According to the U.S. Fish and Wildlife Service, the federal agency charged with regulating migratory bird seasons, North Dakota’s estimated Canada goose population this spring stood at a whopping 415,000 birds. That’s more than twice the 162,000 Canada geese tallied in the spring of 2000 and five times higher than the state Game and Fish Department’s management goal of 80,000 birds.

“I guess in biology terms, you could call it geometric growth,” Szymanski said. “If you look at the trend over time, they’ve increased substantially.”

The explosion of Canada geese is a story of success taken to extremes. The birds targeted during the early season are resident giant Canada geese.

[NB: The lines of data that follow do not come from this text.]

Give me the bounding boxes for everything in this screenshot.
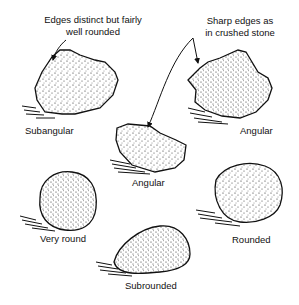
- subangular-stone-icon: [22, 50, 118, 118]
- angular-annotation: Sharp edges as in crushed stone: [195, 15, 285, 39]
- angular-center-stone-icon: [110, 124, 186, 174]
- subangular-annotation-line2: well rounded: [38, 26, 148, 38]
- angular-center-pointer-arrow-icon: [148, 38, 193, 127]
- angular-pointer-arrow-icon: [193, 38, 198, 63]
- very-round-stone-icon: [20, 172, 96, 231]
- subangular-annotation-line1: Edges distinct but fairly: [38, 14, 148, 26]
- subangular-annotation: Edges distinct but fairly well rounded: [38, 14, 148, 38]
- rounded-stone-icon: [196, 164, 282, 226]
- label-very-round: Very round: [40, 233, 86, 244]
- angular-annotation-line1: Sharp edges as: [195, 15, 285, 27]
- label-subrounded: Subrounded: [125, 280, 177, 291]
- stone-shapes-diagram: [0, 0, 299, 305]
- angular-top-stone-icon: [188, 50, 272, 124]
- label-angular-center: Angular: [132, 177, 165, 188]
- subrounded-stone-icon: [96, 226, 190, 276]
- label-angular-top: Angular: [240, 125, 273, 136]
- angular-annotation-line2: in crushed stone: [195, 27, 285, 39]
- label-rounded: Rounded: [232, 234, 271, 245]
- label-subangular: Subangular: [25, 125, 74, 136]
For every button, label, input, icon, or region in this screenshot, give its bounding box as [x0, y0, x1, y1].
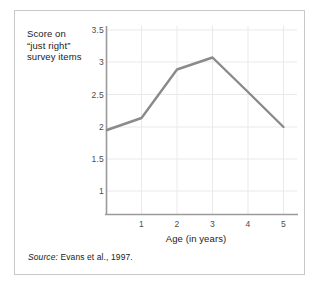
x-axis-title: Age (in years): [106, 233, 286, 245]
source-note-text: Evans et al., 1997.: [58, 252, 133, 262]
x-tick-label-1: 1: [132, 219, 152, 229]
x-tick-label-4: 4: [238, 219, 258, 229]
y-tick-label-2: 2: [78, 122, 104, 132]
figure-container: 3.5 3 2.5 2 1.5 1 1 2 3 4 5 Score on “ju…: [0, 0, 320, 286]
gridlines-vertical: [142, 26, 284, 214]
y-tick-label-1: 1: [78, 186, 104, 196]
source-note: Source: Evans et al., 1997.: [28, 252, 133, 262]
x-tick-label-3: 3: [203, 219, 223, 229]
x-tick-label-2: 2: [167, 219, 187, 229]
data-series-line: [107, 58, 284, 131]
source-note-label: Source:: [28, 252, 58, 262]
y-tick-label-1-5: 1.5: [78, 154, 104, 164]
y-axis-title: Score on “just right” survey items: [27, 28, 101, 63]
x-tick-label-5: 5: [274, 219, 294, 229]
y-tick-label-2-5: 2.5: [78, 90, 104, 100]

“They thought the Great Plains birds were pretty much gone,” Szymanski said. “They found them around Rochester (Minn.) and began breeding programs back in the ’60s, trying to bring them back

“A lot of people were saying it would never succeed, achieving a population of 10,000 pairs in North Dakota.”

But during a series of wet years in North Dakota and neighboring states in the early ’90s, giant Canada geese responded, and with less stringent habitat requirements than ducks, the birds began to thrive in places they weren’t necessarily wanted, such as farmers’ fields or, in more urban areas, soccer fields and golf courses.

“Pretty much anywhere where they’ve got short, green vegetation to eat and water to provide an escape route, they’re going to be there, and they’re going to do well,” Szymanski said.

For farmers, that means problems with the geese raiding small grain and soybean crops. In more urban settings, the geese are despised for the copious quantities of waste they produce.

“I don’t think anyone really envisioned the problems they’d cause,” said Steve Cordts, waterfowl staff specialist for the Minnesota Department of Natural Resources in Bemidji.

Hunting remains the most socially acceptable option for controlling the birds. According to Szymanski, wildlife managers in North Dakota and South Dakota were able to get federal approval for the 15-bird early bag after banner reproduction this spring.

Approval wasn’t needed for the August portion of the hunt, which is considered a “management take” outside of traditional early season guidelines, but the maximum limit for the September part of the early season previously was eight.

North Dakota offered its first statewide September Canada goose season in 2000, expanding the hunt to mid-August in 2008.

Last year, Szymanski said, Game and Fish raised the early season bag from five to eight, and hunters killed more than 55,000 Canada geese during the early season, based on Game and Fish estimates. That’s about the same number of Canada geese that hunters killed in Washington during the three-month general season in 2010. North Dakota hunters killed another 90,000 Canada geese during the regular season, according to federal harvest statistics.

The early season has attracted about 5,000 hunters each of the past five years, Szymanski said.

Minnesota, by comparison, routinely leads the country in Canada goose harvest, killing nearly 250,000 birds annually, including 100,000 during the early season. Cordts, the DNR waterfowl biologist in Bemidji, said hunting helped keep numbers relatively stable for the past decade until this spring, when Minnesota reported its highest Canada goose population on record with an estimated 434,000 geese.

“We still have at least the potential to harvest a lot of geese – we shoot almost a quarter-million a year” in Minnesota, Cordts said. “But both of the Dakotas don’t have the hunter numbers to shoot that many geese.”

If Canada goose populations continue to rise, Cordts said the DNR might have to take more extreme measures, such as the August hunt North Dakota offers or an increase in the five-bird September and three-bird regular-season limits.

Set the limits too high, and there’s also the risk of reducing giant Canada geese to vermin status, something that already has happened with snow geese, another overly abundant species known by some as “sky carp.”

“It all depends on how people start talking about them. It’s a really hard thing to control.”

And as wildlife managers know all too well, the same can be said for the geese.